Politically, it may help Republican leaders to abstain from
announcing the definitive approach. Put it out now and conservative talk
radio would rip it to shreds. That would also amp up a simmering
movement among some conservatives to try to topple House Speaker John
Boehner, R-Ohio.
This interregnum serves as a political steam release. It allows those
who want to lay into Boehner to have their say. It also presses
Congress right up against the October 1 deadline. With the Pope coming
next week, the House is scheduled to conduct virtually no legislative
business until Friday. The Senate has a procedural vote Tuesday. That
punts any action on government funding until the week after next --
right at the deadline.
Rep. Steve King, R-Iowa, voted “present” Friday in the House on a
bill to suspend funding for Planned Parenthood. King argued that he
voted that way instead of voting “aye” because he thinks the bill didn’t
truly defund Planned Parenthood. And King’s skeptical of pushing off
the entire government funding debate until the following week.
“Boehner has known the Pope is coming to town for a long time,” he
said. “If it’s not a tactic to bring in the Pope in the third week of
September with the deck stacked to get it all done by the fourth week of
September, then it’s a huge overlook.”
With the calendar pressures, is McConnell losing sleep over the approaching deadline?
“No, I’m not,” he replied emphatically. “We’re going to fund the government. Hopefully into late fall.”
But how is McConnell so confident a shutdown isn’t looming?
“I just am,” he intoned.
The majority leader’s Alfred E. Neuman “What? Me worry?” stance didn’t impress White House spokesman Josh Earnest.
“We’ve been seeking to find a way to get Republicans in Congress to
accept an invitation from Democrats for months to engage in bipartisan
talks on the budget,” Earnest said. “Republicans put it off for so long
that it’s difficult to imagine a bipartisan budget agreement before the
deadline.”
Rogers knows it’s a bear of a public relations campaign to explain to
the public why Congress simply can’t defund Planned Parenthood via an
appropriations bill and could use reconciliation to get at it from the
entitlement side of the ledger, sometimes referred to as “mandatory”
spending.
“Most people don’t have any understanding between appropriated
spending and mandatory spending,” he said. “This issue is so explosive
and emotional and has been so publicly discussed across the country that
it is difficult to come to a conclusion.”
Even while House Republicans met Tuesday night in the Capitol
basement to consider various scenarios, several GOPers relayed that some
of their colleagues already carried a sense of dread.
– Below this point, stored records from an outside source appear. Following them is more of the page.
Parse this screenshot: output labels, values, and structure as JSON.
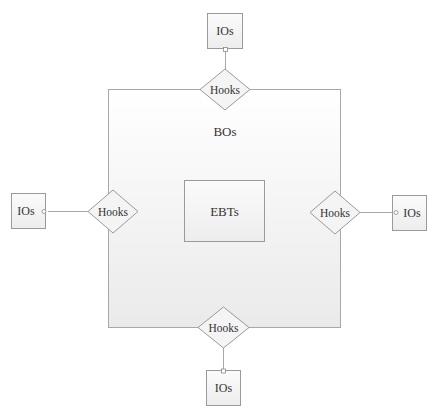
{
  "diagram": {
    "outer_container": {
      "label": "BOs"
    },
    "center_box": {
      "label": "EBTs"
    },
    "hooks": [
      {
        "position": "top",
        "label": "Hooks"
      },
      {
        "position": "left",
        "label": "Hooks"
      },
      {
        "position": "right",
        "label": "Hooks"
      },
      {
        "position": "bottom",
        "label": "Hooks"
      }
    ],
    "interface_objects": [
      {
        "position": "top",
        "label": "IOs"
      },
      {
        "position": "left",
        "label": "IOs"
      },
      {
        "position": "right",
        "label": "IOs"
      },
      {
        "position": "bottom",
        "label": "IOs"
      }
    ],
    "colors": {
      "stroke": "#a8a8a8",
      "text": "#333333",
      "fill_top": "#ffffff",
      "fill_bottom": "#ececec"
    }
  }
}
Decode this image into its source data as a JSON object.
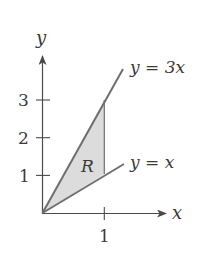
{
  "diagram": {
    "type": "region-plot",
    "axes": {
      "x_label": "x",
      "y_label": "y",
      "x_ticks": [
        {
          "value": 1,
          "label": "1"
        }
      ],
      "y_ticks": [
        {
          "value": 1,
          "label": "1"
        },
        {
          "value": 2,
          "label": "2"
        },
        {
          "value": 3,
          "label": "3"
        }
      ]
    },
    "curves": [
      {
        "name": "upper",
        "label": "y = 3x",
        "slope": 3
      },
      {
        "name": "lower",
        "label": "y = x",
        "slope": 1
      }
    ],
    "region": {
      "label": "R",
      "bounds": "between y = x and y = 3x for 0 ≤ x ≤ 1",
      "fill": "#dcdcdc"
    },
    "colors": {
      "axis": "#4a4a4a",
      "curve": "#6e6e6e",
      "region_fill": "#dcdcdc",
      "text": "#3a3a3a"
    }
  }
}
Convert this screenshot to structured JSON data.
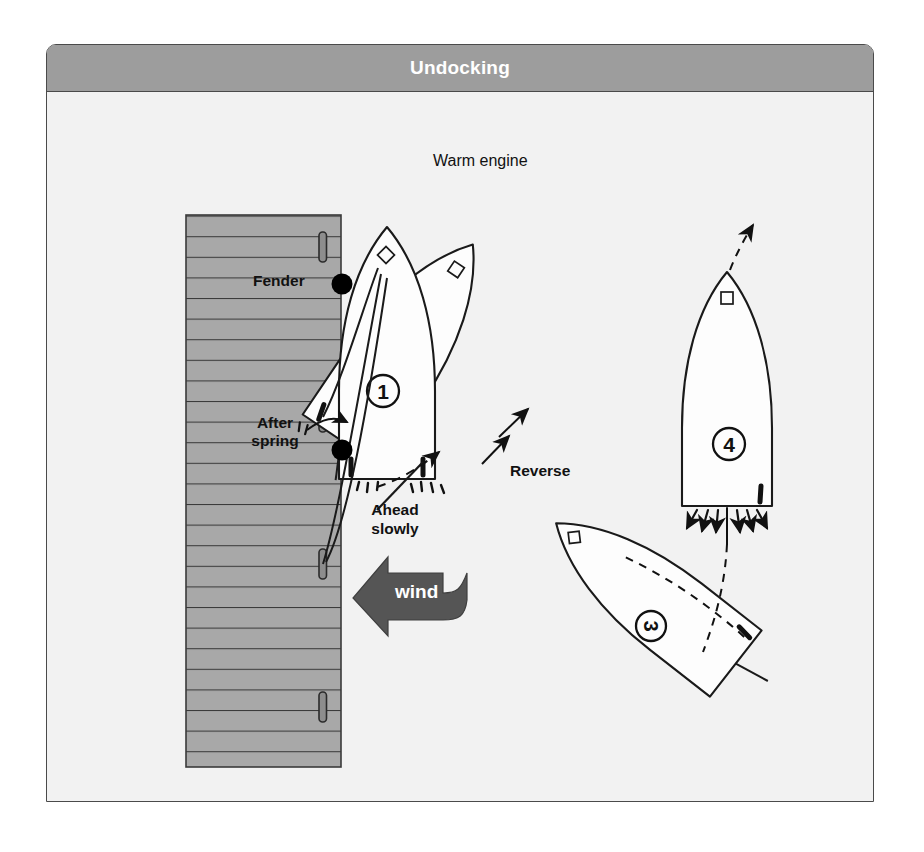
{
  "panel": {
    "title": "Undocking",
    "title_bar_color": "#9d9d9d",
    "border_color": "#4a4a4a",
    "background_color": "#f2f2f2"
  },
  "colors": {
    "dock_fill": "#a8a8a8",
    "dock_line": "#3a3a3a",
    "boat_fill": "#fdfdfd",
    "boat_outline": "#1a1a1a",
    "wind_arrow": "#555555",
    "fender_dot": "#000000",
    "bollard": "#8d8d8d",
    "label_text": "#111111"
  },
  "labels": {
    "warm_engine": "Warm engine",
    "fender": "Fender",
    "after_spring_line1": "After",
    "after_spring_line2": "spring",
    "ahead_slowly_line1": "Ahead",
    "ahead_slowly_line2": "slowly",
    "reverse": "Reverse",
    "wind": "wind"
  },
  "boats": [
    {
      "id": "1",
      "number": "1",
      "state": "alongside-dock",
      "heading_deg": 0,
      "note": "moored alongside with fenders and after spring"
    },
    {
      "id": "2",
      "number": "2",
      "state": "bow-out-pivoting",
      "heading_deg": 35,
      "note": "stern swings out, engine ahead slowly against spring"
    },
    {
      "id": "3",
      "number": "3",
      "state": "reversing-clear",
      "heading_deg": -52,
      "note": "backing away from the dock"
    },
    {
      "id": "4",
      "number": "4",
      "state": "motoring-away",
      "heading_deg": 0,
      "note": "engine ahead, departing under power"
    }
  ],
  "annotations": [
    {
      "name": "wind-direction",
      "text": "wind",
      "direction": "to-the-left"
    },
    {
      "name": "reverse-thrust",
      "text": "Reverse",
      "direction": "up-right"
    },
    {
      "name": "ahead-slowly-thrust",
      "text": "Ahead slowly",
      "direction": "prop-wash-astern"
    },
    {
      "name": "departure-track",
      "text": "",
      "direction": "up"
    }
  ]
}
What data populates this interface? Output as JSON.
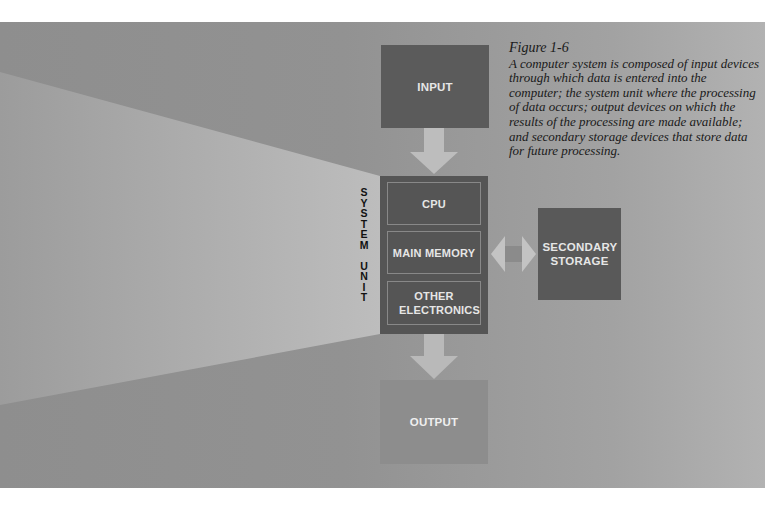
{
  "figure": {
    "number": "Figure 1-6",
    "caption": "A computer system is composed of input devices through which data is entered into the computer; the system unit where the processing of data occurs; output devices on which the results of the processing are made available; and secondary storage devices that store data for future processing."
  },
  "diagram": {
    "input": {
      "label": "INPUT"
    },
    "system_unit": {
      "vertical_label": "S\nY\nS\nT\nE\nM\n\nU\nN\nI\nT",
      "components": [
        {
          "label": "CPU"
        },
        {
          "label": "MAIN MEMORY"
        },
        {
          "label": "OTHER ELECTRONICS"
        }
      ]
    },
    "secondary_storage": {
      "label": "SECONDARY STORAGE"
    },
    "output": {
      "label": "OUTPUT"
    },
    "connections": [
      {
        "from": "INPUT",
        "to": "SYSTEM UNIT",
        "direction": "down"
      },
      {
        "from": "SYSTEM UNIT",
        "to": "OUTPUT",
        "direction": "down"
      },
      {
        "from": "MAIN MEMORY",
        "to": "SECONDARY STORAGE",
        "direction": "bidirectional"
      }
    ]
  },
  "colors": {
    "background_panel": "#929292",
    "dark_box": "#575757",
    "output_box": "#8d8d8d",
    "arrow": "#c4c4c4",
    "beam": "#b8b8b8"
  }
}
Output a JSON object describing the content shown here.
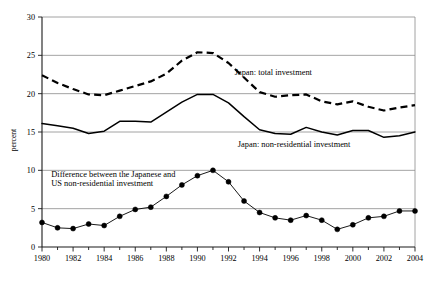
{
  "chart_data": {
    "type": "line",
    "title": "",
    "subtitle": "",
    "xlabel": "",
    "ylabel": "percent",
    "xlim": [
      1980,
      2004
    ],
    "ylim": [
      0,
      30
    ],
    "yticks": [
      0,
      5,
      10,
      15,
      20,
      25,
      30
    ],
    "ytick_labels": [
      "0",
      "5",
      "10",
      "15",
      "20",
      "25",
      "30"
    ],
    "xticks": [
      1980,
      1982,
      1984,
      1986,
      1988,
      1990,
      1992,
      1994,
      1996,
      1998,
      2000,
      2002,
      2004
    ],
    "xtick_labels": [
      "1980",
      "1982",
      "1984",
      "1986",
      "1988",
      "1990",
      "1992",
      "1994",
      "1996",
      "1998",
      "2000",
      "2002",
      "2004"
    ],
    "x_minor_tick_step": 1,
    "grid": "horizontal",
    "legend_position": "inline-annotations",
    "x": [
      1980,
      1981,
      1982,
      1983,
      1984,
      1985,
      1986,
      1987,
      1988,
      1989,
      1990,
      1991,
      1992,
      1993,
      1994,
      1995,
      1996,
      1997,
      1998,
      1999,
      2000,
      2001,
      2002,
      2003,
      2004
    ],
    "series": [
      {
        "name": "Japan: total investment",
        "style": "dashed",
        "marker": "none",
        "color": "#000000",
        "values": [
          22.4,
          21.4,
          20.6,
          19.9,
          19.8,
          20.4,
          21.0,
          21.6,
          22.6,
          24.3,
          25.4,
          25.3,
          24.0,
          22.1,
          20.2,
          19.6,
          19.8,
          19.9,
          19.0,
          18.6,
          19.0,
          18.3,
          17.8,
          18.2,
          18.5
        ]
      },
      {
        "name": "Japan: non-residential investment",
        "style": "solid",
        "marker": "none",
        "color": "#000000",
        "values": [
          16.1,
          15.8,
          15.5,
          14.8,
          15.1,
          16.4,
          16.4,
          16.3,
          17.6,
          18.9,
          19.9,
          19.9,
          18.8,
          17.0,
          15.3,
          14.8,
          14.7,
          15.6,
          15.0,
          14.6,
          15.2,
          15.2,
          14.3,
          14.5,
          15.0
        ]
      },
      {
        "name": "Difference between the Japanese and US non-residential investment",
        "style": "solid-markers",
        "marker": "filled-circle",
        "color": "#000000",
        "values": [
          3.2,
          2.5,
          2.4,
          3.0,
          2.8,
          4.0,
          4.9,
          5.2,
          6.6,
          8.1,
          9.3,
          10.0,
          8.5,
          6.0,
          4.5,
          3.8,
          3.5,
          4.1,
          3.5,
          2.3,
          2.9,
          3.8,
          4.0,
          4.7,
          4.7
        ]
      }
    ],
    "annotations": [
      {
        "id": "total-investment-label",
        "text": "Japan: total investment",
        "x": 1992.4,
        "y": 22.4,
        "anchor": "start"
      },
      {
        "id": "non-residential-label",
        "text": "Japan: non-residential investment",
        "x": 1992.6,
        "y": 13.1,
        "anchor": "start"
      },
      {
        "id": "difference-label-line1",
        "text": "Difference between the Japanese and",
        "x": 1980.6,
        "y": 9.1,
        "anchor": "start"
      },
      {
        "id": "difference-label-line2",
        "text": "US non-residential investment",
        "x": 1980.6,
        "y": 8.0,
        "anchor": "start"
      }
    ],
    "colors": {
      "background": "#ffffff",
      "gridline": "#8c8c8c",
      "axis": "#1a1a1a",
      "frame": "#6f6f6f",
      "series": "#000000"
    }
  }
}
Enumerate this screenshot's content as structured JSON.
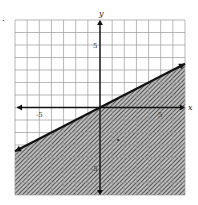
{
  "problem": {
    "number_label": "."
  },
  "chart_data": {
    "type": "line",
    "title": "",
    "subtitle": "Graph of linear inequality y ≤ (1/2)x",
    "xlabel": "x",
    "ylabel": "y",
    "xlim": [
      -7,
      7
    ],
    "ylim": [
      -7,
      7
    ],
    "grid": true,
    "grid_step": 1,
    "tick_labels": {
      "x": [
        {
          "value": -5,
          "label": "-5"
        },
        {
          "value": 5,
          "label": "5"
        }
      ],
      "y": [
        {
          "value": 5,
          "label": "5"
        },
        {
          "value": -5,
          "label": "-5"
        }
      ]
    },
    "series": [
      {
        "name": "boundary line y = x/2",
        "style": "solid",
        "arrows": "both",
        "x": [
          -7,
          7
        ],
        "y": [
          -3.5,
          3.5
        ]
      }
    ],
    "shading": {
      "region": "below",
      "inequality": "y <= x/2",
      "pattern": "hatched",
      "color": "#555555"
    },
    "annotations": [
      {
        "type": "point",
        "x": 1.5,
        "y": -2.6,
        "note": "small dot in shaded region"
      }
    ]
  },
  "colors": {
    "grid": "#9a9a9a",
    "axis": "#111111",
    "line": "#111111",
    "shade": "#6a6a6a"
  }
}
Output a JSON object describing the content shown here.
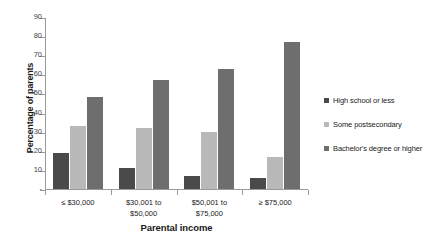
{
  "chart_data": {
    "type": "bar",
    "title": "",
    "xlabel": "Parental income",
    "ylabel": "Percentage of parents",
    "categories": [
      "≤ $30,000",
      "$30,001 to\n$50,000",
      "$50,001 to\n$75,000",
      "≥ $75,000"
    ],
    "series": [
      {
        "name": "High school or less",
        "color": "#4a4a4a",
        "values": [
          19,
          11,
          7,
          6
        ]
      },
      {
        "name": "Some postsecondary",
        "color": "#b9b9b9",
        "values": [
          33,
          32,
          30,
          17
        ]
      },
      {
        "name": "Bachelor's degree or higher",
        "color": "#6e6e6e",
        "values": [
          48,
          57,
          63,
          77
        ]
      }
    ],
    "ylim": [
      0,
      90
    ],
    "yticks": [
      0,
      10,
      20,
      30,
      40,
      50,
      60,
      70,
      80,
      90
    ],
    "ytick_labels": [
      "-",
      "10",
      "20",
      "30",
      "40",
      "50",
      "60",
      "70",
      "80",
      "90"
    ],
    "grid": false,
    "legend_position": "right"
  },
  "axes": {
    "y_title": "Percentage of parents",
    "x_title": "Parental income"
  },
  "legend": {
    "items": [
      {
        "label": "High school or less",
        "swatch": "legend-swatch-high-school"
      },
      {
        "label": "Some postsecondary",
        "swatch": "legend-swatch-some-postsecondary"
      },
      {
        "label": "Bachelor's degree or higher",
        "swatch": "legend-swatch-bachelors"
      }
    ]
  }
}
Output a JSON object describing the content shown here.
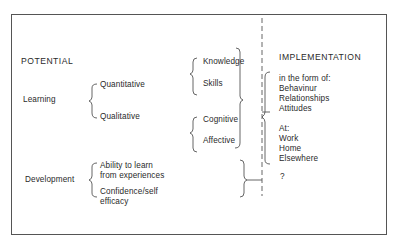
{
  "diagram": {
    "potential": {
      "heading": "POTENTIAL",
      "learning": {
        "label": "Learning",
        "branches": [
          "Quantitative",
          "Qualitative"
        ],
        "quantitative_items": [
          "Knowledge",
          "Skills"
        ],
        "qualitative_items": [
          "Cognitive",
          "Affective"
        ]
      },
      "development": {
        "label": "Development",
        "items": [
          "Ability to learn",
          "from experiences",
          "Confidence/self",
          "efficacy"
        ]
      }
    },
    "implementation": {
      "heading": "IMPLEMENTATION",
      "form_intro": "in the form of:",
      "forms": [
        "Behavinur",
        "Relationships",
        "Attitudes"
      ],
      "location_intro": "At:",
      "locations": [
        "Work",
        "Home",
        "Elsewhere"
      ],
      "unknown": "?"
    }
  },
  "colors": {
    "ink": "#2a2a2a",
    "line": "#555555",
    "background": "#ffffff"
  }
}
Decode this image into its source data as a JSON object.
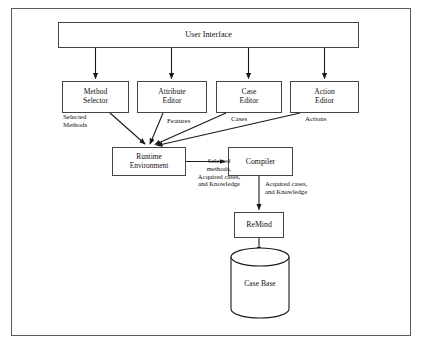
{
  "diagram": {
    "nodes": {
      "user_interface": {
        "label": "User Interface"
      },
      "method_selector": {
        "line1": "Method",
        "line2": "Selector"
      },
      "attribute_editor": {
        "line1": "Attribute",
        "line2": "Editor"
      },
      "case_editor": {
        "line1": "Case",
        "line2": "Editor"
      },
      "action_editor": {
        "line1": "Action",
        "line2": "Editor"
      },
      "runtime_environment": {
        "line1": "Runtime",
        "line2": "Environment"
      },
      "compiler": {
        "label": "Compiler"
      },
      "remind": {
        "label": "ReMind"
      },
      "case_base": {
        "label": "Case Base"
      }
    },
    "edge_labels": {
      "selected_methods": "Selected\nMethods",
      "features": "Features",
      "cases": "Cases",
      "actions": "Actions",
      "selected_methods_acquired": "Selected\nmethods,\nAcquired cases,\nand Knowledge",
      "acquired_cases_knowledge": "Acquired cases,\nand Knowledge"
    },
    "colors": {
      "frame_border": "#5a5a5a",
      "node_border": "#444444",
      "stroke": "#1a1a1a",
      "text": "#111111",
      "background": "#ffffff"
    }
  }
}
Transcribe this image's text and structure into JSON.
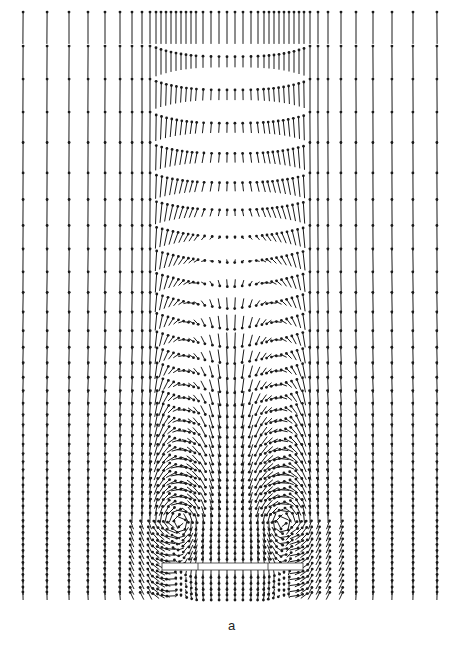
{
  "chart_data": {
    "type": "quiver",
    "title": "",
    "panel_label": "a",
    "xlabel": "",
    "ylabel": "",
    "axes_visible": false,
    "grid": false,
    "legend": null,
    "columns_x": [
      23,
      47,
      69,
      88,
      105,
      120,
      132,
      142,
      150,
      156,
      161,
      166,
      171,
      176,
      181,
      186,
      191,
      196,
      203,
      211,
      219,
      227,
      235,
      243,
      251,
      258,
      264,
      269,
      274,
      279,
      284,
      289,
      294,
      299,
      304,
      310,
      318,
      328,
      341,
      356,
      373,
      392,
      413,
      437
    ],
    "rows_y": [
      28,
      62,
      95,
      128,
      158,
      187,
      213,
      238,
      261,
      283,
      303,
      322,
      340,
      356,
      371,
      385,
      398,
      410,
      421,
      431,
      441,
      450,
      459,
      467,
      475,
      483,
      490,
      497,
      504,
      511,
      518,
      525,
      531,
      537,
      543,
      549,
      555,
      561,
      567,
      573,
      579,
      585,
      591,
      596
    ],
    "plate": {
      "x0": 162,
      "x1": 303,
      "y0": 563,
      "y1": 570,
      "dividers_x": [
        198,
        268
      ]
    },
    "field_model": {
      "center_x": 231,
      "wake_half_width": 78,
      "outer_speed": 32,
      "vortex_centers": [
        [
          180,
          520
        ],
        [
          282,
          520
        ]
      ],
      "vortex_strength": 14,
      "wake_top_y": 200,
      "wake_down_speed": 12
    },
    "arrow_color": "#1a1a1a",
    "plate_color": "#333333"
  }
}
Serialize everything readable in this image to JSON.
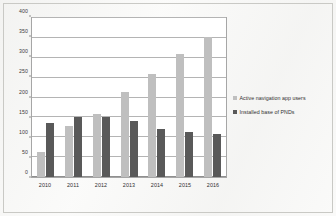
{
  "chart_data": {
    "type": "bar",
    "title": "",
    "xlabel": "",
    "ylabel": "",
    "ylim": [
      0,
      400
    ],
    "yticks": [
      0,
      50,
      100,
      150,
      200,
      250,
      300,
      350,
      400
    ],
    "grid": true,
    "legend_position": "right",
    "categories": [
      "2010",
      "2011",
      "2012",
      "2013",
      "2014",
      "2015",
      "2016"
    ],
    "series": [
      {
        "name": "Active navigation app users",
        "color": "#bfbfbf",
        "values": [
          62,
          128,
          158,
          215,
          260,
          310,
          352
        ]
      },
      {
        "name": "Installed base of PNDs",
        "color": "#595959",
        "values": [
          135,
          150,
          150,
          141,
          122,
          112,
          107
        ]
      }
    ]
  },
  "legend": {
    "items": [
      {
        "label": "Active navigation app users",
        "color": "#bfbfbf"
      },
      {
        "label": "Installed base of PNDs",
        "color": "#595959"
      }
    ]
  }
}
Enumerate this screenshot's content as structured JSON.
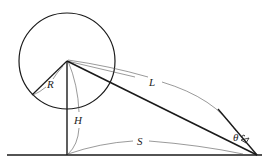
{
  "diagram": {
    "type": "geometry",
    "labels": {
      "radius": "R",
      "height": "H",
      "length": "L",
      "distance": "S",
      "angle": "θ"
    },
    "colors": {
      "stroke": "#1a1a1a",
      "thin_stroke": "#555555",
      "background": "#ffffff"
    }
  }
}
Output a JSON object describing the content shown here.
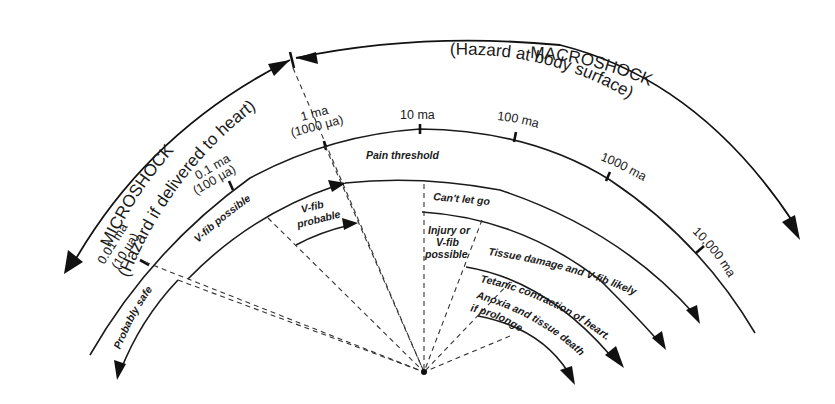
{
  "diagram": {
    "title_left": "MICROSHOCK",
    "subtitle_left": "(Hazard if delivered to heart)",
    "title_right": "MACROSHOCK",
    "subtitle_right": "(Hazard at body surface)",
    "scale": [
      {
        "ma": "0.01 ma",
        "ua": "(10 µa)"
      },
      {
        "ma": "0.1 ma",
        "ua": "(100 µa)"
      },
      {
        "ma": "1 ma",
        "ua": "(1000 µa)"
      },
      {
        "ma": "10 ma"
      },
      {
        "ma": "100 ma"
      },
      {
        "ma": "1000 ma"
      },
      {
        "ma": "10,000 ma"
      }
    ],
    "zones": {
      "probably_safe": "Probably safe",
      "vfib_possible": "V-fib possible",
      "vfib_probable_1": "V-fib",
      "vfib_probable_2": "probable",
      "pain_threshold": "Pain threshold",
      "cant_let_go": "Can't let go",
      "injury_1": "Injury or",
      "injury_2": "V-fib",
      "injury_3": "possible",
      "tissue_damage": "Tissue damage and V-fib likely",
      "tetanic": "Tetanic contraction of heart.",
      "anoxia_1": "Anoxia and tissue death",
      "anoxia_2": "if prolonged"
    },
    "colors": {
      "ink": "#1a1a1a",
      "background": "#ffffff"
    }
  }
}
Dejection.
Defeat.
The abortion and Planned Parenthood bills approved by the House
weren’t going anywhere. The Senate probably can’t break a filibuster on
its abortion bill Tuesday. The gig is already up. They’ll have to wait
for budget reconciliation to truly cut Planned Parenthood money. And
then Obama will veto that bill this fall.
“We need a president who has a similar view,” said McConnell about prospects for really slashing Planned Parenthood’s money.
And so this is the plan for now. Which, at least officially, really
isn’t the plan. Until it is the plan. And then isn’t the plan.